Almost every Australian can sing it, and most of the world has heard it: a swagman by a billabong, a stolen sheep, troopers closing in, and a man who chooses the water over capture. "Waltzing Matilda" is Australia's unofficial anthem, and the billabong that most likely inspired it is a long, still stretch of water on the Diamantina River called Combo Waterhole. There is no monument here, no grand sign, just coolibah trees, Mitchell grass running to the horizon, and the slow brown water that has held its secret for more than a century.
The song is gentler than the history. In September 1894, the great shearers' strike was tearing through outback Queensland. At Dagworth station, north of Winton, striking shearers fired their rifles and torched the woolshed, killing more than a hundred sheep. The station owner and three policemen pursued one of the strikers, a man named Samuel Hoffmeister, known as "Frenchy." Cornered near Combo Waterhole, Hoffmeister shot himself rather than be taken. A real man, real desperation, a real death by this water. The defiant swagman of the song who cries "You'll never catch me alive" carries the ghost of a striking worker who meant it.
In 1895, the poet Andrew Barton "Banjo" Paterson visited the Macpherson family at Dagworth. The story goes that at a picnic by Combo Waterhole, Bob Macpherson told Paterson about the drowned striker and his belief that the billabong was haunted. Christina Macpherson played a tune she half-remembered, and Paterson set words to it. From a labour tragedy and a borrowed melody came a ballad about a wandering swagman and a stolen jumbuck. Paterson softened the politics into folklore, and in doing so wrote a song that would outlive every name involved. Whether the ghost was Hoffmeister's or the country's own, it has never left the water.
The waterhole holds an older labour story too. Stretched across the Diamantina's braided channels are stone-pitched overshot weirs, low causeways of fitted stone built in 1883 by Chinese labourers to manage the river's floods. Thousands of Chinese workers came to the Australian colonies in the nineteenth century and often did the hardest, least-credited work on stations and goldfields, frequently in the face of hostility. Their weirs still lie in the riverbed near Combo, quietly outlasting the men who laid them, much as the carved waterhole has outlasted the swagman. And older still: this is Koa country. The Koa people have followed the Diamantina's braided channels for generations, and in 2021 the Federal Court recognised their native title over more than 31,000 square kilometres of this country, including this waterhole. The country here remembers its people, even when the history books forget their names.
Look at the wider land and a stranger story emerges. Combo Waterhole sits at the northern rim of a roughly circular zone about 130 kilometres across that Geoscience Australia has flagged as a crustal anomaly, a faint scar buried in the rock. Its cause is unproven, but one leading idea is that an asteroid struck here around 300 million years ago, long before the Diamantina, the coolibahs, or the swagman. If so, the gentlest folk song in Australia was born on the floor of an ancient impact crater. The waterhole keeps that secret too, layered beneath the billabong like everything else this country chooses not to say out loud.
Today Combo Waterhole sits inside a small conservation park, roughly 130 kilometres north-west of Winton off the Landsborough Highway. A walking track leads through Mitchell grass downs and red-soil plains to the water's edge, past the old stone weirs. In the dry season the billabong shrinks to a series of pools fringed with coolibah; after rain the Diamantina spreads across its channels and the whole landscape greens. It is an easy place to stand quietly and feel the weight of it: a labour death, a haunting, an anthem, and an asteroid, all gathered at one bend in an outback river that most travellers would otherwise drive straight past.
Combo Waterhole lies at 21.60°S, 142.07°E on the Diamantina River near Kynuna in north-west Queensland, about 130 km north-west of Winton. From the air the billabong shows as a sinuous ribbon of water threading through pale Mitchell grass downs and red-soil plains, with the Diamantina's braided channels fanning out around it. The Landsborough Highway is the obvious linear landmark running northwest toward Cloncurry. Best viewing altitude is 2,500–5,000 ft; in the dry season the water contracts to scattered pools, while after wet-season rain the river spreads dramatically across its floodplain. The nearest serviced airfields are Winton Airport (YWTN) to the southeast and Cloncurry Airport (YCCY) to the northwest; Julia Creek (YJLC) lies north. Expect excellent visibility in the dry season but watch for heat haze, dust, and isolated thunderstorms in the November-to-March wet.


_Exercise instructions_. Nothing but the lines from the one with "Locate an element" through the final line of the entries should appear in the answer, copied exactly and without pictures.

_Material shown_.

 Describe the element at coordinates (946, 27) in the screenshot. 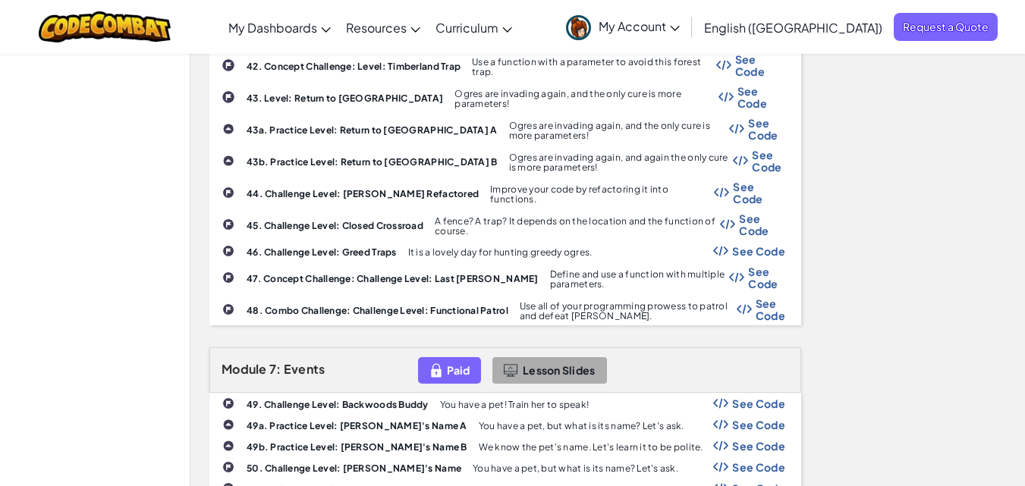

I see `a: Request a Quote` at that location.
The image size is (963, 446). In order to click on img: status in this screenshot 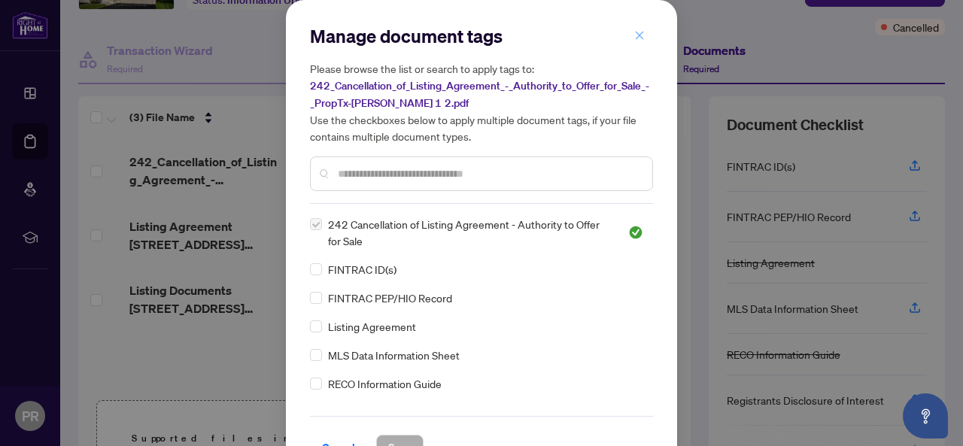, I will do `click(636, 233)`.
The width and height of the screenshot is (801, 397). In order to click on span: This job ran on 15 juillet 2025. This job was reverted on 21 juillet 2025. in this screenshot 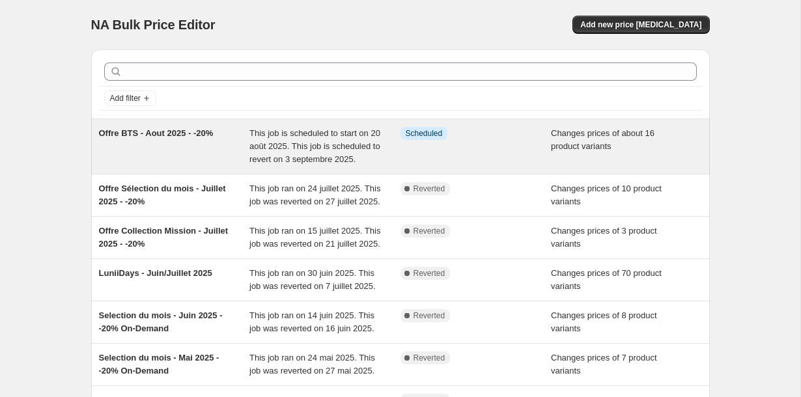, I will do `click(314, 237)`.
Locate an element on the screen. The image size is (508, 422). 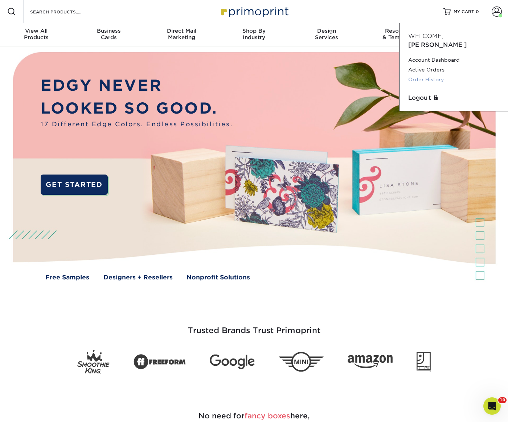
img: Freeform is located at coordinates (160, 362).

_Output for this exercise_.
Locate an element on the screen. The image size is (508, 422). 
img: Freeform is located at coordinates (160, 362).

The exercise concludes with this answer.